If the battery is full, the MPPT is throttled down to a value the Multiplus can convert into AC. I observed this very clear. So no load/current is going to the battery.
But to be able to output any energy of of the MPPT, the DC voltage between the MPPT and the busbar/DC-rail, has to rise at least a little bit, otherwise no current can flow. @Alexandra told you this already. Just imagine, no voltage difference, no current flow!
That's why the voltage at the Busbar is rising and unfortunately also the battery's voltage is rising and causing a un-wanted voltage rise. In my case this is rising from 55,2V to about 55,65V. The current into the battery is almost 0A.
So the system is behaving absolut correctly, it just has to somehow deal with the physics. ;)
Attached two pictures showing how this looks like in my system with one 150/75 and one MP2 48/3000. As the peak is reached, the battery is full and only the excess is feed in. The MPPT produces only the amout the MP2 can take. With the effect described above.
CCL works fine, after the initial wobble after it turns on.
Common misinterpretation that DVCC ignores CCL from the battery, it doesn't. It ignores manual overrides the user has set in DVCC. Two different things.
Not to what I have seen.
If I set the CCL to 10A in the DVCC settings while DC-PV feed-in is active and the batteries are being charged, it ignores the CCL settings and pushes everything coming from the MPPT to the batteries.
So yes, while batteries are charged from DC-PV and feed-in is active the CCL settings are ignored from the VenusOS/ESS/MP2 (which ever system actually limits the charge current).
But I guess this is apparently intended behavior, or rather documented.
In most cases people are trying to manually lower the charge level below the CCL sent by the battery. This won't work.
I should mention, that I use a smart BMS that is also controlling the CCL. So I don't know if DVCC is working or not as the BMS might be the one controlling the current here... Definitely there is something different in our setups or configurations to show this different behaviour...
It seems what the system ignores is your 10A set in DVCC but not the CCL requested by the battery? The two figures are different.
F.
OK so I tested it
* disabled the DVCC defined CCL of 10A
* set lower levels for the CCL(max 20A) which is reported by the BMS by changing the values in the dbus-serialbattery config and reinstalling the "dbus-plugin"
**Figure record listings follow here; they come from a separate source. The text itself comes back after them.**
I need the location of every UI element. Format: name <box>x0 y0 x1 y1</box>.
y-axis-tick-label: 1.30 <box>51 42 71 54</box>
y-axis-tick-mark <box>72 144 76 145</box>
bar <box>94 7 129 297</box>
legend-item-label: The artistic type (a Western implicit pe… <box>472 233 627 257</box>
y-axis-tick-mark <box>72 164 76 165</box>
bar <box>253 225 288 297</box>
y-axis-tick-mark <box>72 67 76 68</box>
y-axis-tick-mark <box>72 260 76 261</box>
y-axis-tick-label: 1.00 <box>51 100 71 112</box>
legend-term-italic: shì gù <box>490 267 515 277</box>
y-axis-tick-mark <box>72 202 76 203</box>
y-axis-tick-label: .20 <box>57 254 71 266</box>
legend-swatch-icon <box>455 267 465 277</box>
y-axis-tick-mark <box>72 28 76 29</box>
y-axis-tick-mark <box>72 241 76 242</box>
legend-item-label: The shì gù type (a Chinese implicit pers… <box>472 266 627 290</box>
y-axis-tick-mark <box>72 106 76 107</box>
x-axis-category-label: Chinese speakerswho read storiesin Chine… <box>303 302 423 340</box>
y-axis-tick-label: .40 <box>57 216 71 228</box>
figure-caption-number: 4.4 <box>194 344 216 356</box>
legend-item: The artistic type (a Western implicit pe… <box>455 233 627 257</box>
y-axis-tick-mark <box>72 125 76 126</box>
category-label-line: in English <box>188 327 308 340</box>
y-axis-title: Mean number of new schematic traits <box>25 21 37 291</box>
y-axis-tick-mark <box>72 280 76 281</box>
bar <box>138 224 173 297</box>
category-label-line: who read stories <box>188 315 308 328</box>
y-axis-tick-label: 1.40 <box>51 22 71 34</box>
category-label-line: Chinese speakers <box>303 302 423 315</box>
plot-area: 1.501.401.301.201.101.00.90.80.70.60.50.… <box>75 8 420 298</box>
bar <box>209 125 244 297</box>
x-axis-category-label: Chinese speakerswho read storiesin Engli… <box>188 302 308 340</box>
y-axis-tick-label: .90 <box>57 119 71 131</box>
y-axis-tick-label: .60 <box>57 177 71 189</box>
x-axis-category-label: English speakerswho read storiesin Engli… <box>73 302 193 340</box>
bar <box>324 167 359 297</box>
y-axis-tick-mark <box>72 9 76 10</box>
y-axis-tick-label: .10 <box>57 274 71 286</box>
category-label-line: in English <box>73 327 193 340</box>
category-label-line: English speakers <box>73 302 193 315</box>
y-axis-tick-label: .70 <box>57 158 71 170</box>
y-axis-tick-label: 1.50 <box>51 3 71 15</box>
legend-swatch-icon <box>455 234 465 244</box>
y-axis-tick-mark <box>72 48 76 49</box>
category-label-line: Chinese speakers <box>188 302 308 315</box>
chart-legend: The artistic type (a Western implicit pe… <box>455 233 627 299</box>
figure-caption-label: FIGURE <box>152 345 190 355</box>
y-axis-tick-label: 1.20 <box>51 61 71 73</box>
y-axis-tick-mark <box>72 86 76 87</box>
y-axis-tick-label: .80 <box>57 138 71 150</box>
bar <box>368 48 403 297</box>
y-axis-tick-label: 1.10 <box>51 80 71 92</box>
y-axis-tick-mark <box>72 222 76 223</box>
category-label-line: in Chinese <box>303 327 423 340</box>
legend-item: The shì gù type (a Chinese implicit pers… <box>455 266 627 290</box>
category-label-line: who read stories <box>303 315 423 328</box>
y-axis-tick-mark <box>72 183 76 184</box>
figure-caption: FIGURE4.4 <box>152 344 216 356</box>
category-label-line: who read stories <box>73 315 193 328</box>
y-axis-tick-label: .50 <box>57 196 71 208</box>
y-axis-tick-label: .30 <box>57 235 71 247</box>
For me, it was again the same behavior as before:
* if DC-PV Feedin is disabled, it honors the set CCL values by the BMS-system (dbus-serialbattery)
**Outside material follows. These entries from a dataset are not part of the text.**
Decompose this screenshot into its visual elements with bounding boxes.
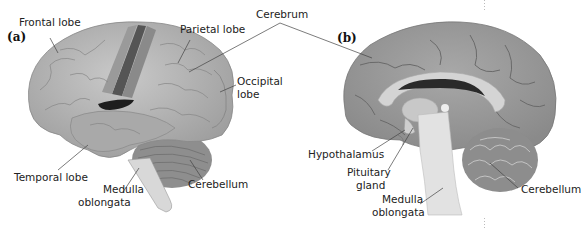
label-cerebellum-b: Cerebellum xyxy=(521,183,581,196)
label-pituitary-line2: gland xyxy=(356,179,385,192)
dotted-mark-bottom xyxy=(484,218,485,228)
panel-a-tag: (a) xyxy=(7,30,26,44)
label-medulla-b-line2: oblongata xyxy=(372,206,425,219)
dotted-mark-top xyxy=(484,0,485,10)
label-frontal-lobe: Frontal lobe xyxy=(19,16,81,29)
panel-b-tag: (b) xyxy=(337,31,357,45)
label-cerebellum-a: Cerebellum xyxy=(188,178,248,191)
label-medulla-a-line1: Medulla xyxy=(88,183,144,196)
label-cerebrum: Cerebrum xyxy=(256,8,308,21)
label-pituitary-line1: Pituitary xyxy=(347,166,391,179)
label-medulla-b-line1: Medulla xyxy=(382,193,423,206)
brain-diagram: (a) (b) Frontal lobe Parietal lobe Occip… xyxy=(0,0,586,230)
label-medulla-a-line2: oblongata xyxy=(78,196,131,209)
label-temporal-lobe: Temporal lobe xyxy=(14,171,88,184)
label-hypothalamus: Hypothalamus xyxy=(308,148,384,161)
label-parietal-lobe: Parietal lobe xyxy=(180,23,245,36)
label-occipital-lobe-line2: lobe xyxy=(237,88,259,101)
label-occipital-lobe-line1: Occipital xyxy=(237,75,283,88)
* when enabling DC-PV Feedin the CCL values set by the BMS are ignored and more than the defined Current is used (all the PV system has to offer)
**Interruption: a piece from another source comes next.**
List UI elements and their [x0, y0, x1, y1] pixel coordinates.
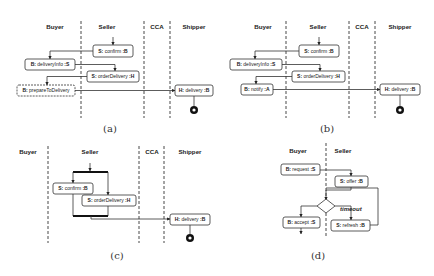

My current workaround is that I have wrote a small node-red block, changing the Feed-In to disable when the battery is charging and enable when it's full.
Nonetheless, I would be happy if the system would work as implicitly expected ^^
What you are saying is contradicting what @nickdb is saying. According to him, CCL from the BMS is never ignored. I haven't experimented so I don't know who is right.
According to your screenshot, the BMS is asking for 14.07A as CCL. What is the MPPT supplying to the battery at that point with feed-in enabled and with feed-in disabled?
F.
We are still talking about excess DC feed in, right? Because the picture above is showing a situation where the battery is not full yet. Or you just want to show, that CCL is beeing ignored?
And I see, that your DVCC "Ladestrombegrenzung" is not activated. Please activate this and also select in the DVCC Menu the following:
I have set the DVCC CCL to a max of 75A in total. In parallel the BMS delivers the same limit until the battery gets full, then depending on the cell voltages the charge current is more and more reduced down to 0A. This is configured in the dbus-serialbattery config file.